Data processing and analysis could be described as being one of the most important, yet challenging tasks of our era. The abundant amount of available information retrieved from, or related to the areas of Humanistic Sciences poses significant challenges to the research community. The ultimate goal is two-fold: on the one hand, to extract knowledge that will aid human behavior understanding, increasing human creativity, learning, decision making, socializing and even biological processing; on the other hand, to extract and exploit the underlying semantic knowledge by incorporating it into computationally intelligent systems.

The nature of humanistic data can be multimodal, semantically heterogeneous, dynamic, time and space-dependent, and highly complicated.

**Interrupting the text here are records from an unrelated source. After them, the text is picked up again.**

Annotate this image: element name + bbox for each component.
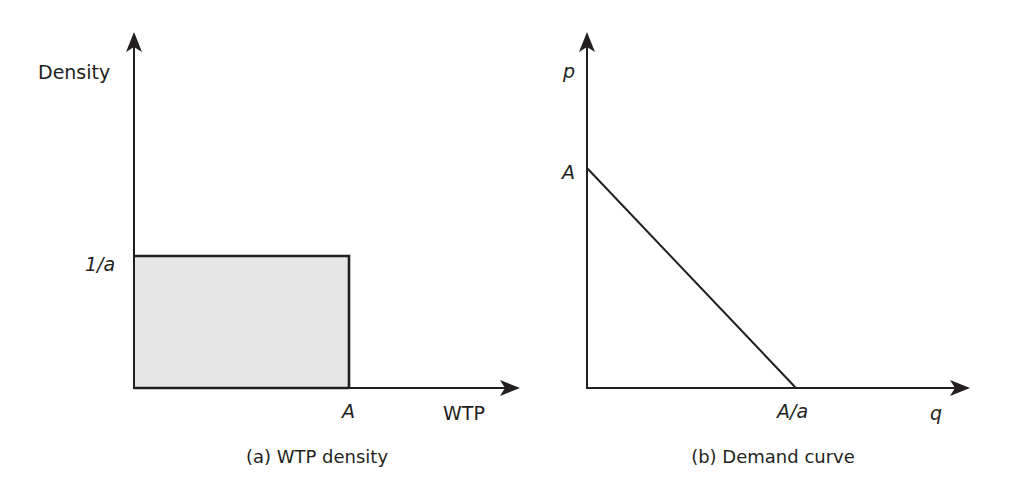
x-axis-label-q: q xyxy=(930,404,942,423)
caption-a: (a) WTP density xyxy=(246,448,388,466)
demand-line xyxy=(587,168,796,388)
y-axis-label-p: p xyxy=(563,62,575,81)
x-tick-A-over-a: A/a xyxy=(777,402,808,421)
panel-a-wtp-density xyxy=(133,34,518,389)
y-tick-A: A xyxy=(562,163,575,182)
figure-canvas xyxy=(0,0,1011,493)
y-tick-one-over-a: 1/a xyxy=(85,255,115,274)
x-tick-A: A xyxy=(342,402,355,421)
panel-b-demand-curve xyxy=(586,34,968,389)
x-axis-label-wtp: WTP xyxy=(443,404,485,423)
caption-b: (b) Demand curve xyxy=(691,448,855,466)
y-axis-label-density: Density xyxy=(38,63,110,82)
density-shaded-region xyxy=(134,256,349,388)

Translating humanistic information, e.g., behavior, state of mind, artistic creation, linguistic utterance, learning and genomic information into numerical or categorical low-level data is a significant challenge on its own. New algorithms, appropriate for dealing with this type of data, need to be proposed and existing ones adapted to the individual special characteristics.

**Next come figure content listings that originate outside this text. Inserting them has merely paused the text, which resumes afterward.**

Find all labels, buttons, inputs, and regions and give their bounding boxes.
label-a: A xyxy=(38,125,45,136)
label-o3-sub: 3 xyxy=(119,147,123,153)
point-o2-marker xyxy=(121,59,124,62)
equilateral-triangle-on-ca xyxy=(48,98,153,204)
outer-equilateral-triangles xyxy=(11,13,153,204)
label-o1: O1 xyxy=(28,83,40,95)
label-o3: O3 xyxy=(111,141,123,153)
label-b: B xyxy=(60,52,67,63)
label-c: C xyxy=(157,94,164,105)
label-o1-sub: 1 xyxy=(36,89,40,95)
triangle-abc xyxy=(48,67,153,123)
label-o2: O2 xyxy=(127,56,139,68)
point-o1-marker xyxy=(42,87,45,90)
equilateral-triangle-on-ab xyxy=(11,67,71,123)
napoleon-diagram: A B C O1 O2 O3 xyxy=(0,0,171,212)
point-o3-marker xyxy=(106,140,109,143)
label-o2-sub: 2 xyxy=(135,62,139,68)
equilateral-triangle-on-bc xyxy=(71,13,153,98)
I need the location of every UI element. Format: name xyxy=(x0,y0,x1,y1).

This Special Issue aims to bring together interdisciplinary approaches that focus on the application of innovative as well as existing data matching, fusion and mining and knowledge discovery and management techniques (such as decision rules, decision trees, association rules, ontologies and alignments, clustering, filtering, learning, classifier systems, neural networks, support vector machines, preprocessing, post processing, feature selection, visualization techniques) to data derived from all areas of Humanistic Sciences, e.g., linguistic, historical, behavioral, psychological, artistic, musical, educational, social, etc. The Issue is devoted to the exploitation of the many facets of the above fields and will explore the current related state-of-the-art. Its topics of interest cover the scope of the MHDW 2016 workshop (https://conferences.cwa.gr/mhdw2016/). Extended versions of papers presented at MHDW 2016 are sought, but this Call for Papers is fully open to all who want to contribute by submitting a relevant research manuscript.

Dr. Katia Lida Kermanidis
Dr. Christos Makris
Dr. Phivos Mylonas
Dr. Spyros Sioutas
Guest Editors

Manuscript Submission Information

Manuscripts should be submitted online at www.mdpi.com by registering and logging in to this website. Once you are registered, click here to go to the submission form. Manuscripts can be submitted until the deadline. All submissions that pass pre-check are peer-reviewed. Accepted papers will be published continuously in the journal (as soon as accepted) and will be listed together on the special issue website. Research articles, review articles as well as short communications are invited. For planned papers, a title and short abstract (about 100 words) can be sent to the Editorial Office for announcement on this website.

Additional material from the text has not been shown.